With enough training, you can make any set of inputs predict a suitable outcome, and this is also the basis for large language models (LLMs) like ChatGPT. An LLM simply predicts one word at a time; its input values are all the previous words in its answer and your prompts, and the output values are simply to select the next word. And the same network could be produced with switched outputs to help AI to generate images.

How can neural networks be used to classify documents?

The strength of using a specifically trained network is discrete classification. Just like the way Google uses its own trained network to determine which of 330 doodles you are drawing, it is possible to leverage these networks to help classify things like business documents. It’s possible to use sentence transformer models to convert entire documents into large vectors (which are essentially just arrays of numbers). So just like my doodle of an ice cream cone was converted into an array of 1s and 0s, it’s possible to convert any document into an array of numbers from -1 to 1 using these models. These vectors can then be used as input values to train a specific model to recognise the patterns in the content of the document and help to classify it.

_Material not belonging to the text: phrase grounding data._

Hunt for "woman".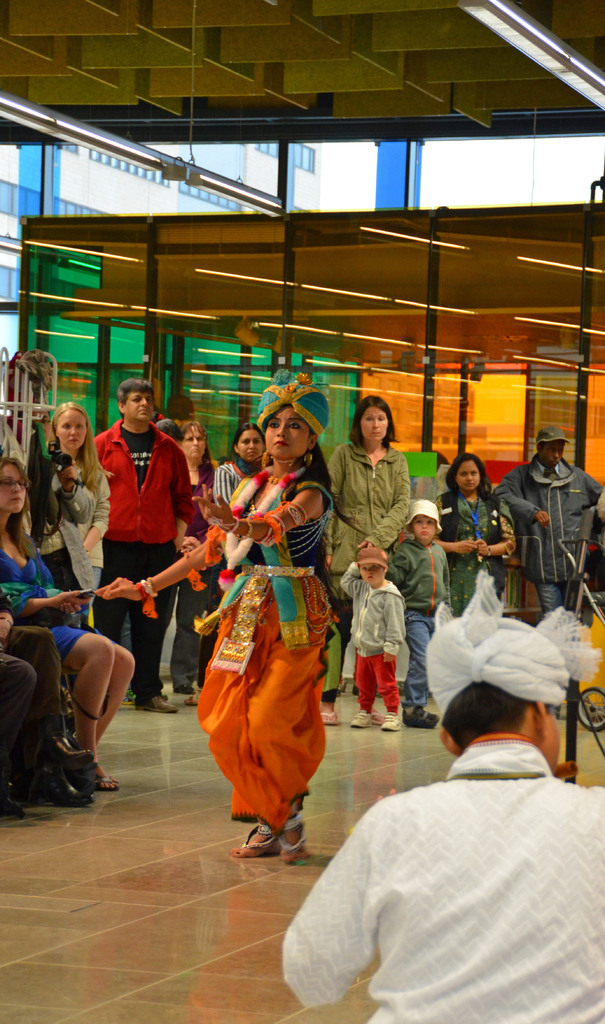
Hunted down at (x1=435, y1=458, x2=517, y2=621).
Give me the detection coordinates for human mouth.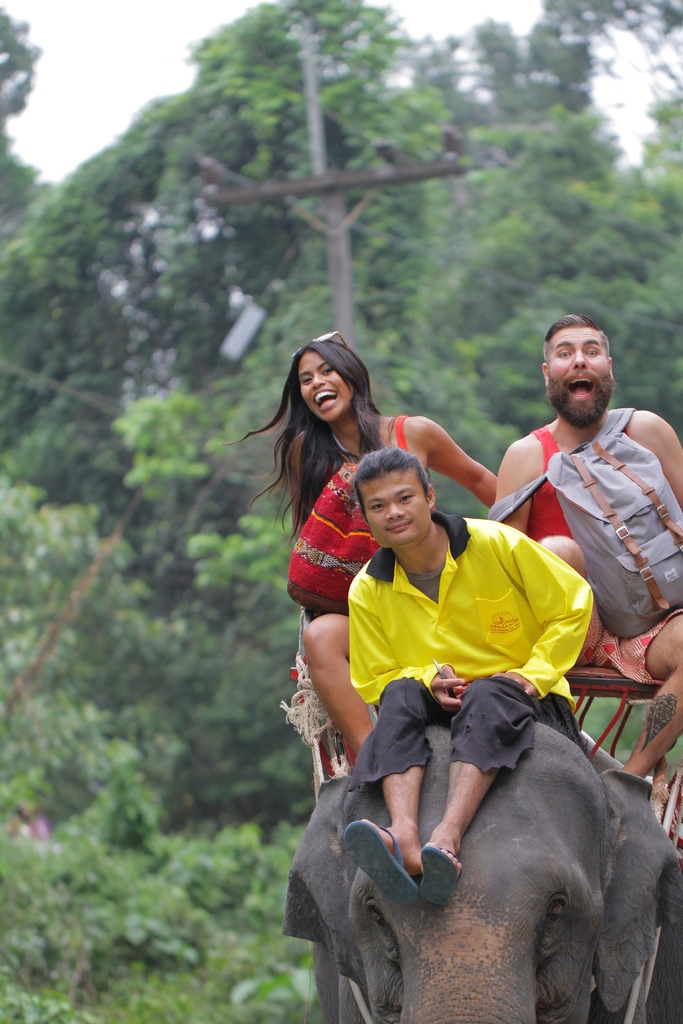
<region>566, 376, 599, 410</region>.
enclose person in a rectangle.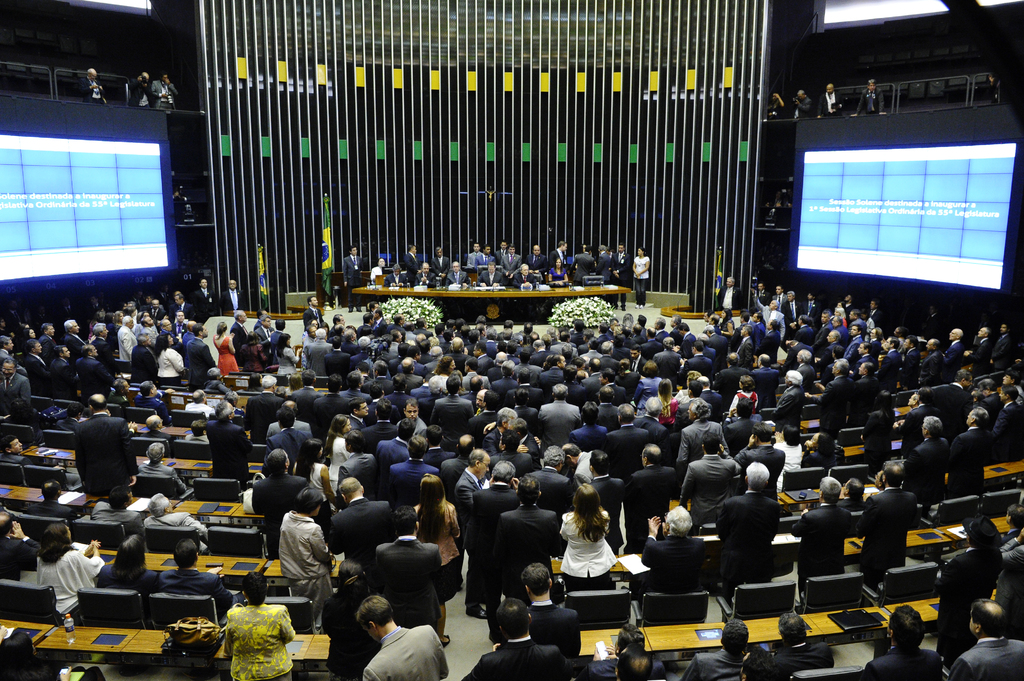
x1=740, y1=657, x2=787, y2=680.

Once a network has been trained specifically, it can be much more reliable than simply asking an LLM to classify a document. Firstly, although a network built to classify documents is very large, its orders of magnitude are smaller than the network for an LLM, meaning it will run a lot faster. Also, LLMs are trained on a very broad range of data, so training a model on a specific dataset means you will get much more accurate classification results. And finally, the statistical nature of classifying documents in this way will mean the same model will always produce the same classification each time for the same input. The natural variance built into LLMs to feel more conversational means this cannot be guaranteed when using them to classify.

Neural networks have revolutionised the way computers are able to understand and classify complex data from doodles to documents. By breaking down things into discrete input signals and leveraging layers of interconnected nodes, they are able to make classification predictions with astonishing levels of accuracy. And once a document has been discretely classified, it becomes much more efficient to enrich and find entities - for example, through Named Entity Recognition (NER). It’s clear Artificial Intelligence and neural networks will play a major part in shaping the future of technology and its applications in our lives - but for now, I’ve at least got a cool screensaver of a Star Wars cat, riding on a train.

Find out more about how AI can be used to automatically classify data at scale and drive value for business operations with the Aiimi Insight Engine. Get more intel on AI from our in-house data and AI strategy consultants on our blog, from ideal first use cases for AI, to the rise of edge AI, and our latest insights on generative AI.